Taken near Spokane. Photo by F. S. Merrill.
EGGS OF WESTERN NIGHTHAWK, IN SITU.

During migrations scores of these birds are sometimes seen moving aloft in loose array and, customarily at this season, silent. While not at any time strictly gregarious, favorable conditions are likely to attract considerable numbers to a given spot. I have seen scores at a time winging noiselessly to and fro over the tranquil waters of Brook Lake, and once I saw a company of not less than two hundred executing a grand march with bewildering evolutions, in a Yakima pasture. The date in the last-mentioned instance was August 10th, and it is more likely that the birds had discovered some notable event in the insect world, than that they themselves were preparing to migrate.
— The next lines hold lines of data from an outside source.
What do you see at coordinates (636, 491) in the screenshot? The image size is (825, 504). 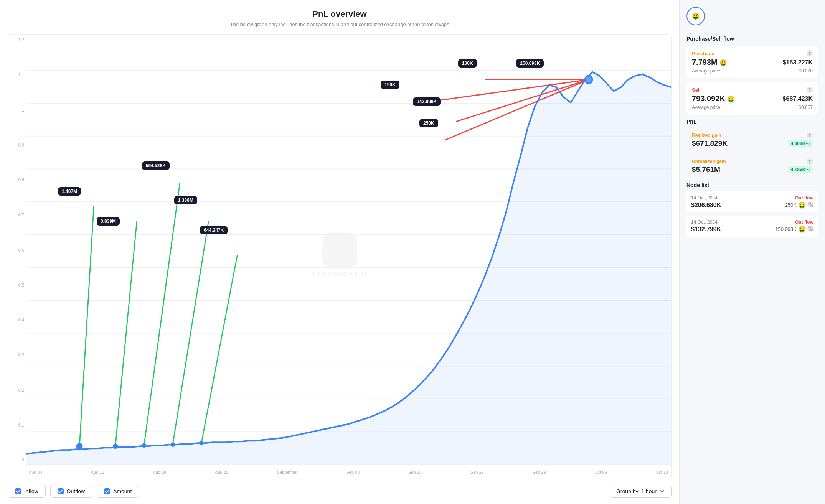 I see `group-by-label: Group by: 1 hour` at bounding box center [636, 491].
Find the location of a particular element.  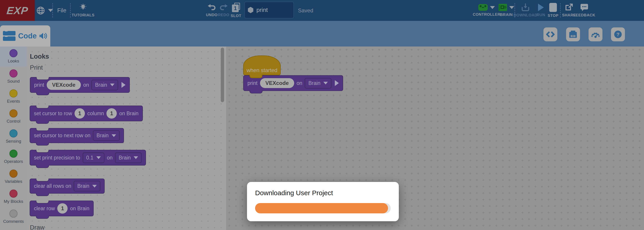

brain-icon is located at coordinates (503, 8).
Taken near Spokane. Telephoto by W. H. Wright.
WESTERN NIGHTHAWK AT MIDDAY.

The eggs of the Nighthawk are heavily mottled with slaty and other tints, which render them practically invisible to the searching eye, even tho they rest upon the bare ground or, as oftener, upon an exposed lava ledge. Except during the very warmest hours (when the sun’s rays might addle them) and the coolest (when they might become chilled), the sitting bird is likely to rest beside her eggs instead of on them. The young birds when hatched place great reliance upon their protective coloration, and even permit the fondling of the hand rather than confess the defect of their fancied security. The old bird, meanwhile has fluttered away over the ground with uncertain wing and drooping tail to drop at last on the very point of death. Or failing in this ruse, she is charging about in mid air with plaintive cries. Look upon the babies for the last time, for they will be spirited away before your return,—borne off, it is said, between the thighs of the parent bird.

Micropodidæ—The Swifts

No. 159.
BLACK SWIFT.

A. O. U. No. 422. Cypseloides niger borealis (Kennerly).

Synonyms.—Cloud Swift. Northern Black Cloud Swift.

Description.Adults: Sooty black; feathers of extreme chin, anterior portion of lores, forecrown, lining of wings, abdomen, sides, crissum, and under tail-coverts, narrowly skirted with white. Bill, feet, and eyes black. Length about 7.00 (177.8); wing 6.50 (165.1); tail 2.09 (53).

Recognition Marks.—Sparrow size but appearing larger; long wings and rapid flight, cloud-haunting habits with color and size distinctive.

Nesting.Nest: in crannies of cliffs; reported by Bendire from the breaks of the Columbia in Douglas County. Eggs: unknown. Season: presumably June.

General Range.—Western North America from the Rocky Mountains to the Pacific, north thru British Columbia to southwestern Alaska; partially nomadic, erratic, and far-ranging; winters south to Central America.

Range in Washington.—Summer resident in the higher Cascades and (presumably) the Olympics; appears sporadically at lower levels, chiefly west of the Cascade Mountains.

Migrations.Spring: Seattle, May 16, 1905. Fall: Seattle, September 20, 1907; October 7, 1905; Tatoosh Island, June 4, 1907.

Authorities.Cypseloides borealis, Kennerly, Proc. Ac. Nat. Sci. Phila. IX., Nov. 1857, 202; fide Baird, Rep. Pac. R. R. Surv. IX., 1858, p. 143. Rh. D¹. Ra. B. E.

Specimens.—Prov. C. E.

No other bird of equal prominence in the North American ornis has so successfully eluded the investigation of the curious. Of equal prominence, I say, for on occasion the birds do exhibit themselves at close quarters with every appearance of frankness. And it is precisely because they do occasionally stoop to our level, that we long to follow them as they sweep the clouds or hasten back at a thought to their mountain fastnesses.

Cloud Swifts hunt in great straggling companies, and when one of them has attracted attention by swooping near the ground, and the eyes are lifted, a dozen others may be noted in the neighborhood, and a hundred more in the sky, up, up to the limit of vision. Certain atmospheric conditions, especially a drizzling rain, may impel the whole company to seek the lower levels, and hundreds may be seen at once hawking over the townsite, or, better yet, over the surface of a lake, as Whatcom, or Washington. But on brighter days, and ordinarily, the passing throng occupies the whole heavens, and a bird seen darting across a distant cloud may in another instant descend to the tree-tops. Altho not quite so speedy as the White-throated Swift, there is no bird whose aerial evolutions convey such a sense of power and unfettered freedom as do those of this veritable sky-scraper.